The purpose of this study was to investigate the effects of a shared reading intervention on narrative story comprehension and task engagement of students with autism spectrum disorder (ASD). A single-case multiple baseline design was used, and three elementary-aged students with ASD participated in this study. The shared reading intervention included before, during, and after reading strategies (i.e., topic anticipation, dynamic reading, story retelling). Results of this study indicated that all participants demonstrated noticeable improvements in reading comprehension. Despite the longer duration of intervention sessions as compared to baseline sessions, participants showed similar or better task engagement with intervention. Improved reading outcomes were maintained at follow up for all participants. Implications for practical implementation and future research were discussed.

X Demographics

X Demographics

The data shown below were collected from the profiles of 8 X users who shared this research output.

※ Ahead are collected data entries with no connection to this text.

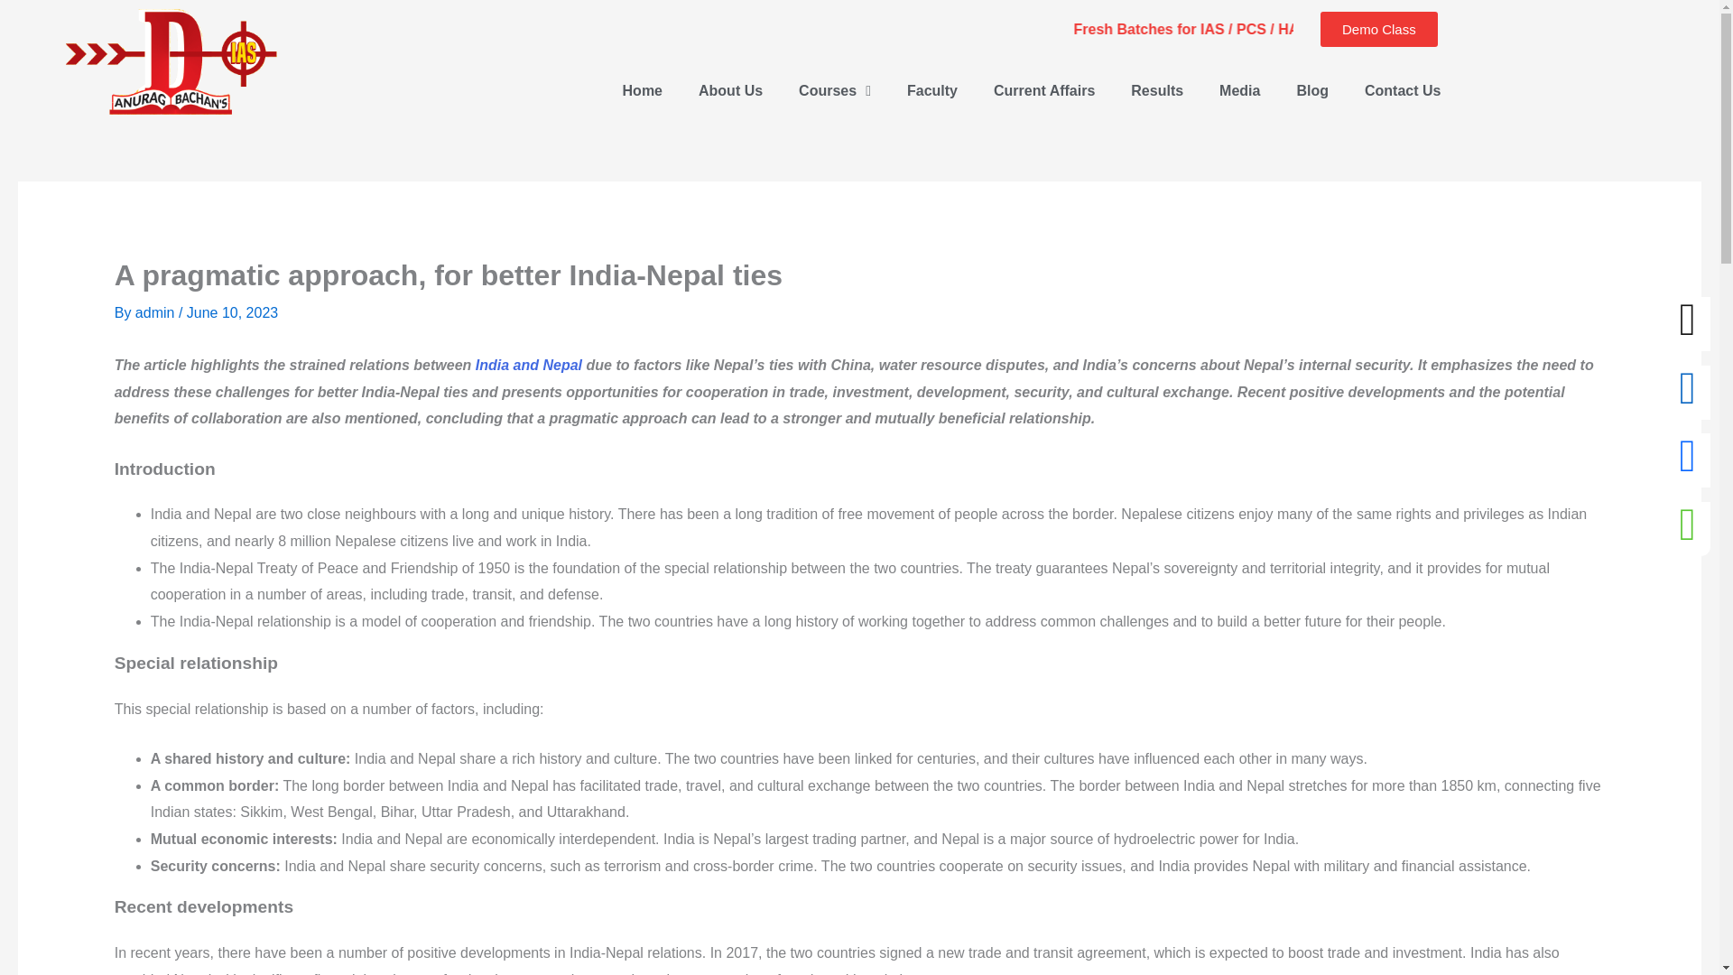 The width and height of the screenshot is (1733, 975). I want to click on Media, so click(1239, 90).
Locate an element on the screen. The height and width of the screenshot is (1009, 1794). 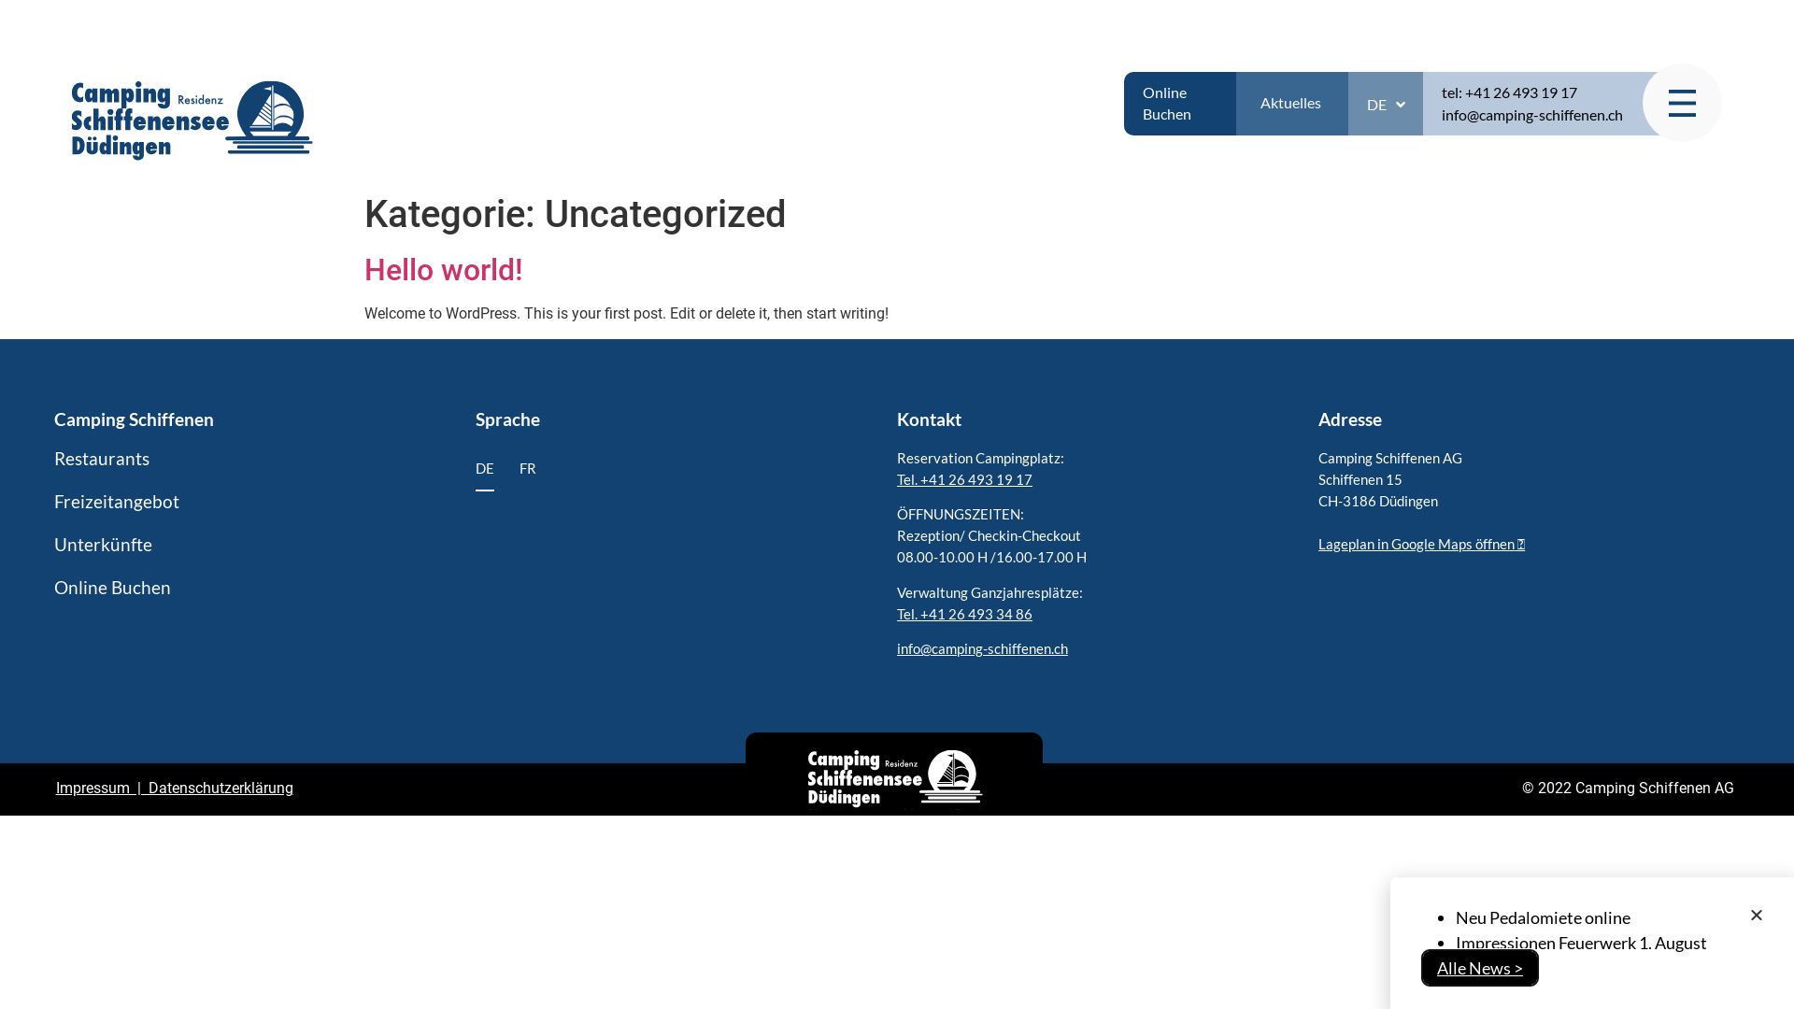
FR is located at coordinates (528, 469).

Click here to find out more about how the information was compiled.
Mendeley readers

Mendeley readers

The data shown below were compiled from readership statistics for 126 Mendeley readers of this research output. Click here to see the associated Mendeley record.

Geographical breakdown

Country Count As %
Unknown 126 100%

Demographic breakdown

Readers by professional status Count As %
Student > Master 18 14%
Student > Bachelor 13 10%
Researcher 9 7%
Student > Ph. D. Student 7 6%
Student > Doctoral Student 6 5%
Other 19 15%
Unknown 54 43%
Readers by discipline Count As %
Psychology 26 21%
Social Sciences 11 9%
Nursing and Health Professions 11 9%
Arts and Humanities 6 5%
Linguistics 6 5%
Other 9 7%
Unknown 57 45%
Attention Score in Context

Attention Score in Context

This research output has an Altmetric Attention Score of 5. This is our high-level measure of the quality and quantity of online attention that it has received. This Attention Score, as well as the ranking and number of research outputs shown below, was calculated when the research output was last mentioned on 08 May 2019.
All research outputs
#6,629,788
of 23,867,274 outputs
Outputs from Journal of Autism and Developmental Disorders
#2,441
of 5,240 outputs
Outputs of similar age
#112,097
of 333,137 outputs
Outputs of similar age from Journal of Autism and Developmental Disorders
#54
of 97 outputs
Altmetric has tracked 23,867,274 research outputs across all sources so far. This one has received more attention than most of these and is in the 72nd percentile.
So far Altmetric has tracked 5,240 research outputs from this source. They typically receive a lot more attention than average, with a mean Attention Score of 13.2. This one has gotten more attention than average, scoring higher than 52% of its peers.
Older research outputs will score higher simply because they've had more time to accumulate mentions. To account for age we can compare this Altmetric Attention Score to the 333,137 tracked outputs that were published within six weeks on either side of this one in any source. This one has gotten more attention than average, scoring higher than 66% of its contemporaries.
We're also able to compare this research output to 97 others from the same source and published within six weeks on either side of this one. This one is in the 44th percentile – i.e., 44% of its contemporaries scored the same or lower than it.